Terrorists Attack Police Academy in Lahore Pakistan
March 30, 2009 by national
Filed under World Report

Unidentified gunmen armed with assault rifles and grenades made a violent attack on a police training school in eastern Pakistan city of Lahore on Monday, leaving the city overshadowed with terrorism threats.
The intense fighting between Pakistan military and police and the gunmen started from 7:30 a.m. local time in the second largest city in Pakistan and lasted about eight hours.
Advisor on Prime Minister’s Interior Rehman Malik confirmed that four terrorists have been killed and the others have been arrested, but he did not give exact figure of the gunmen as well as the figure of casualties in the attack.
There is still conflicting reports on the casualties. Earlier reports said at least 25 people were killed and 90 others injured when the masked gunmen attacked the police.
A group of armed men huddled next to a minaret on a mosque rooftop leapt to their feet and shouted “Allahu Akbar”. For once it was Pakistani security forces celebrating rather than militants. Across a main road in the water-buffalo market town of Manawan, outside Lahore, police commandos fired triumphal “aerial” rounds. They had recaptured a police-training centre which militants had stormed eight hours earlier on Monday March 30th.
Lax security at the ramshackle academy allowed a dozen militants to rampage among 800 or more mostly unarmed police recruits. “The operation is over,” said the interior minister, Rehman Malik. He said that if security forces had not been on high alert, the toll would have been higher. “The attack was to dishearten, to demoralise the civilian security services,” said a local administrator. Terrorist attacks in Pakistan have become such frequent occurrences that people have grown used to asking when and where the next assault would come.
Cadets said that the militants burst onto the parade ground at 7.30am through the main gate and from the rear, spraying rounds from Kalashnikovs and hurling grenades. The terrorists’ faces were obscured by black cloth. Several were reported to have donned police uniforms. Policemen jumped from second-floor windows and stampeded over walls to escape. An armoured personnel carrier advanced then beat a retreat. A lull in the firefight ensued.
Just before 4pm commandos fought back, launching an assault amid intense gunfire. Spectators watching from the bazaar scuttled for cover during several minutes of crackle and blasts. It was a rare success and a joint operation by the army, paramilitary rangers and Punjab’s “elite” police squad. Even the smart, cravat-wearing highway police played a role.
Gunmen Made Stand in Pakistan Barracks’ Top Floor
Blood-soaked bedding was strewn with blackened body parts in a police barracks in the Pakistani city of Lahore on Monday after the last of the gunmen who stormed the building blew themselves up.
The attackers, armed with grenades and rifles, launched an assault on the police training center during a morning drill session, shooting down recruits on their dusty parade ground.
They held off police and soldiers for about eight hours before the last three gunmen made a stand on the top floor of the three-storey building. They blew themselves up as security forces launched a final assault, police said.
At least eight recruits were killed and 89 wounded. Four gunmen were killed and three were captured, the government said. Rehman Malik, the Interior Ministry head, said the Pakistani Taliban were suspected of carrying out the attack.
“I can’t tell you what I saw and what kind of terror I went through,” 19-year-old recruit Zahid Usman told his mother by mobile phone shortly after the violence ended.
“They were not human beings. They were not Muslims, they were evil,” a sobbing Usman said.
Fighters Loyal to Pakistani Taliban Leader Baitullah Mehsud Suspected
Fighters loyal to Pakistani Taliban leader Baitullah Mehsud were suspected of carrying out an attack on a police academy in Lahore on Monday, Interior Ministry head Rehman Malik said.
The militants killed eight cadets before being overwhelmed by a commando assault. Four militants died during the assault, while three suspects have been captured, officials said.
Malik told a news conference that one of the suspects was an Afghan.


PROBLEM REQUIREMENTS -
Search the records below for the word "title". Pull out each line that has it.
=======
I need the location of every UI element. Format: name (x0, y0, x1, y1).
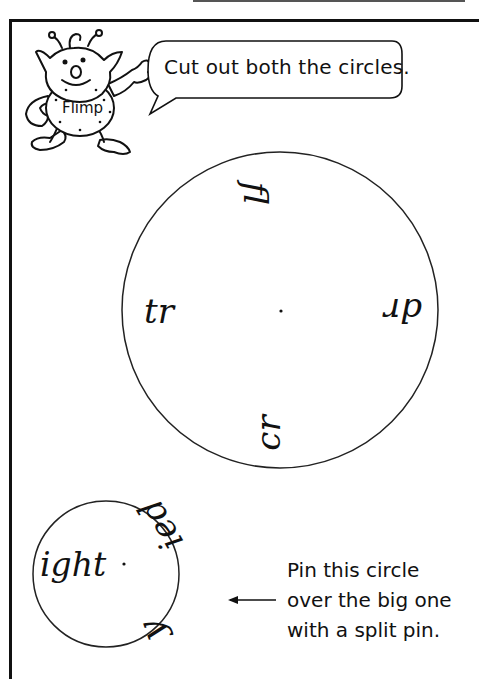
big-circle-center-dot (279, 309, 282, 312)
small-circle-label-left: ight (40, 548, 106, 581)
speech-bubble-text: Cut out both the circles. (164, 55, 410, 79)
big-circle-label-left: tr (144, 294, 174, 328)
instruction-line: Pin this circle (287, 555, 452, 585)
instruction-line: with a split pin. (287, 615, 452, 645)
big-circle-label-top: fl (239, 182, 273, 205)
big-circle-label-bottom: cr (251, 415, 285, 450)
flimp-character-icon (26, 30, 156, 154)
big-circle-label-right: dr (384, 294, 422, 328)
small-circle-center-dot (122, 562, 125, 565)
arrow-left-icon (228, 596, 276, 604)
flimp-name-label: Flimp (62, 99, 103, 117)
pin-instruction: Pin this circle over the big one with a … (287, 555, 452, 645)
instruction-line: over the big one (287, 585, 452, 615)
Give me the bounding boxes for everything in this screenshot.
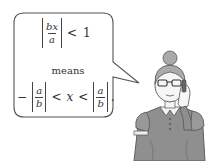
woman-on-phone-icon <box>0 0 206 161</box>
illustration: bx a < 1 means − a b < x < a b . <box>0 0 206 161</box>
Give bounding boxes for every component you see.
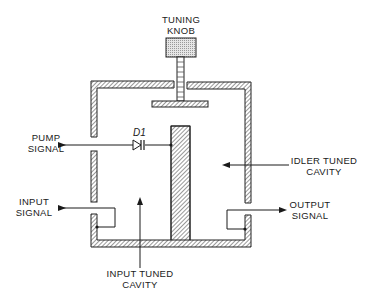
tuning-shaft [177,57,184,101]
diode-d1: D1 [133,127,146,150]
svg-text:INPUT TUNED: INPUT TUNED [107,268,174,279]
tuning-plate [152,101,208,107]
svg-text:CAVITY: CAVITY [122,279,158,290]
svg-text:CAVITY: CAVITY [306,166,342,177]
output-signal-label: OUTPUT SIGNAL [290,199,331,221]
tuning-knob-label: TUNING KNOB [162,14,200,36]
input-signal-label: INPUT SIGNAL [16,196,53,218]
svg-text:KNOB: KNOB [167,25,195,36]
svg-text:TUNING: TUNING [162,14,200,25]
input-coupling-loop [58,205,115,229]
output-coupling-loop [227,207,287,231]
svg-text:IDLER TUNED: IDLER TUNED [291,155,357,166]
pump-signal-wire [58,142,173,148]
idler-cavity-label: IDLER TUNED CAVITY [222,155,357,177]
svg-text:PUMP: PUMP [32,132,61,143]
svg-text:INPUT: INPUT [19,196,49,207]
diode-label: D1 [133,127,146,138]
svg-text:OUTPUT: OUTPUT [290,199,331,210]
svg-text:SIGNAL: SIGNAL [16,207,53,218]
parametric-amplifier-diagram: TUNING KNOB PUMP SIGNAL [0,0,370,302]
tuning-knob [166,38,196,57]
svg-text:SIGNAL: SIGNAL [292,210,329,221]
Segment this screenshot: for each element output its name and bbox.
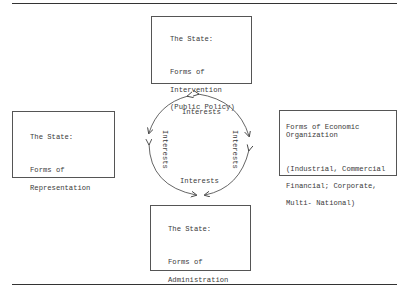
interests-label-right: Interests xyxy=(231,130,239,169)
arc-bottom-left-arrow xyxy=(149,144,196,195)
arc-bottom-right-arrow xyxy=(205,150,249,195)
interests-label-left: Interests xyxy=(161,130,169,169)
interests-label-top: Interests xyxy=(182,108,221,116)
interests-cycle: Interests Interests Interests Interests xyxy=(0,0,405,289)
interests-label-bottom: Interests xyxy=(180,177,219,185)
=======
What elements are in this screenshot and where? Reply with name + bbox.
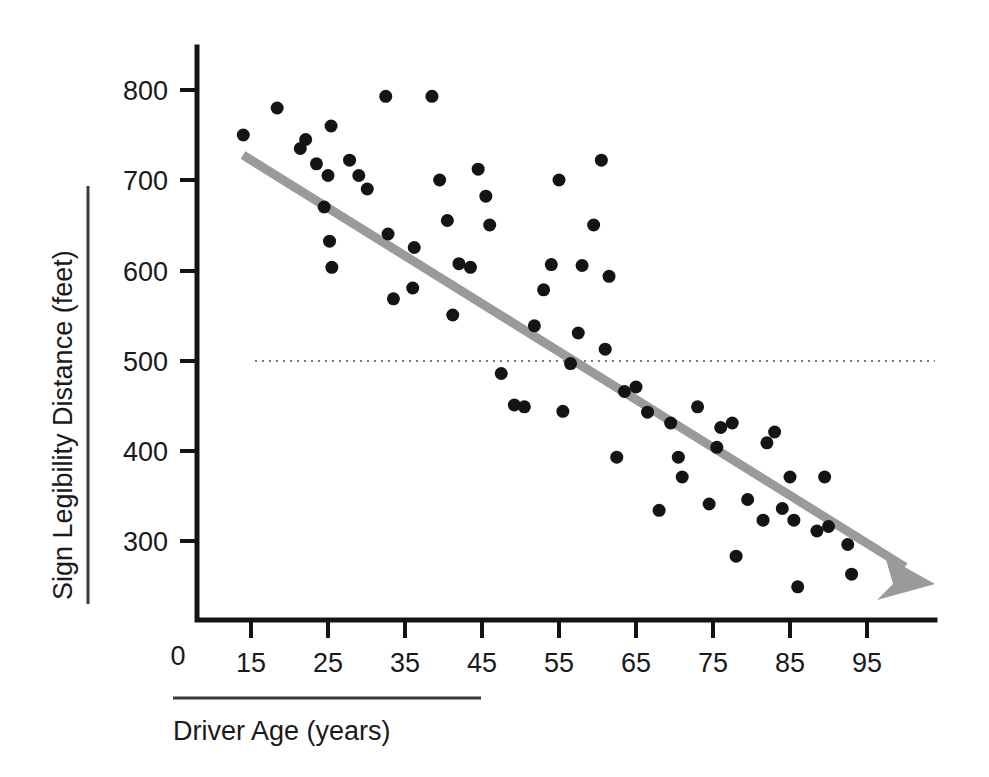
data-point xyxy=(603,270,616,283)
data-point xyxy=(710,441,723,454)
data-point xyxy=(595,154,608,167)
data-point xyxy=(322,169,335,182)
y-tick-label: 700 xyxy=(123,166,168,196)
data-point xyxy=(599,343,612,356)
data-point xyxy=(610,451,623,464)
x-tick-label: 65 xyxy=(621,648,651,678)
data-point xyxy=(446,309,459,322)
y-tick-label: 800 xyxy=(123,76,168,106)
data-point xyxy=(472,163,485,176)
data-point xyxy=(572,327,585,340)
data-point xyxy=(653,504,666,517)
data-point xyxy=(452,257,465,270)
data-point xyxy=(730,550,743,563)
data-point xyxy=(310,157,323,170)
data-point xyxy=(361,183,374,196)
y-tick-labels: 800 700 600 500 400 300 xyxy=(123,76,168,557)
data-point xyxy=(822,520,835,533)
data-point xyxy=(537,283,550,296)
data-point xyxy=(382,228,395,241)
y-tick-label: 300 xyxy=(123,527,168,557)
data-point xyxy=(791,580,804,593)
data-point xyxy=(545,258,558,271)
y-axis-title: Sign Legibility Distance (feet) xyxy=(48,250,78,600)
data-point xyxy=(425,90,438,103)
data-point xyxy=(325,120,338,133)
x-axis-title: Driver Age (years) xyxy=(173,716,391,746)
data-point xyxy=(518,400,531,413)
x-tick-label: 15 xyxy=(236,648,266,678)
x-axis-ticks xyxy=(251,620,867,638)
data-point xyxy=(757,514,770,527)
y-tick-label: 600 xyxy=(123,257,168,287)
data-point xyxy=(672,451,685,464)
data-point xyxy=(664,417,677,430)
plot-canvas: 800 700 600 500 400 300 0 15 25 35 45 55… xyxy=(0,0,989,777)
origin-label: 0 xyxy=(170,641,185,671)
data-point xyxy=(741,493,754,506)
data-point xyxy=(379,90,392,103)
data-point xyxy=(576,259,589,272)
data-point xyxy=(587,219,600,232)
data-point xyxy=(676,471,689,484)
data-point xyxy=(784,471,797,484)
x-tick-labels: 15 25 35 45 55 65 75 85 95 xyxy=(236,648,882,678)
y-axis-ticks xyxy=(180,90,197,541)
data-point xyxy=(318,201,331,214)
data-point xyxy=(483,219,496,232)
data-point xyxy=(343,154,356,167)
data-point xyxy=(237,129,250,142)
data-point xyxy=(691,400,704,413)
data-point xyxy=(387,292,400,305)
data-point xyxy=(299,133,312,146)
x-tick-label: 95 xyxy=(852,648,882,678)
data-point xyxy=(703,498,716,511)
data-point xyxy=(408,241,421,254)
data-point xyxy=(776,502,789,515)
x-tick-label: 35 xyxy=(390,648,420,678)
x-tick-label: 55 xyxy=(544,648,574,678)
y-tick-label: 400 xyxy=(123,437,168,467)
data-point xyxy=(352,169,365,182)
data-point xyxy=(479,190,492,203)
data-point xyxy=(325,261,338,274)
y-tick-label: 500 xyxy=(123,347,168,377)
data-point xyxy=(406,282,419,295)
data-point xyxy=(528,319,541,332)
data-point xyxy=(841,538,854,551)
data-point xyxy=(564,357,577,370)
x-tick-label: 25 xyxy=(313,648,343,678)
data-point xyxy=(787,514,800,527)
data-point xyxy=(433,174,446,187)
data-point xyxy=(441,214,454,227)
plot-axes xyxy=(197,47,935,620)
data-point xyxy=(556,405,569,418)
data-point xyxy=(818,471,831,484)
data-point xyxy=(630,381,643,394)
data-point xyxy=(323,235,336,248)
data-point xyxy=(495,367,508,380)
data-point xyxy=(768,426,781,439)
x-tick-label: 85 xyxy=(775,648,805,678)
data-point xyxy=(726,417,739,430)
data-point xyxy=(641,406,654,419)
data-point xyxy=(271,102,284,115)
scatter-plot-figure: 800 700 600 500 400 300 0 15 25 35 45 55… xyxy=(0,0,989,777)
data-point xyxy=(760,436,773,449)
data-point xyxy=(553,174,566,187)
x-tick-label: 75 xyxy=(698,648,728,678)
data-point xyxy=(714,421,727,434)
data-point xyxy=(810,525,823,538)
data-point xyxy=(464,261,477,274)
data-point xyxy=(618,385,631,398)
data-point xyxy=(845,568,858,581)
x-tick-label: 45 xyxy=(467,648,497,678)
=======
RESULT -
y-axis-title: Sign Legibility Distance (feet) xyxy=(48,250,78,600)
x-axis-title: Driver Age (years) xyxy=(173,716,391,746)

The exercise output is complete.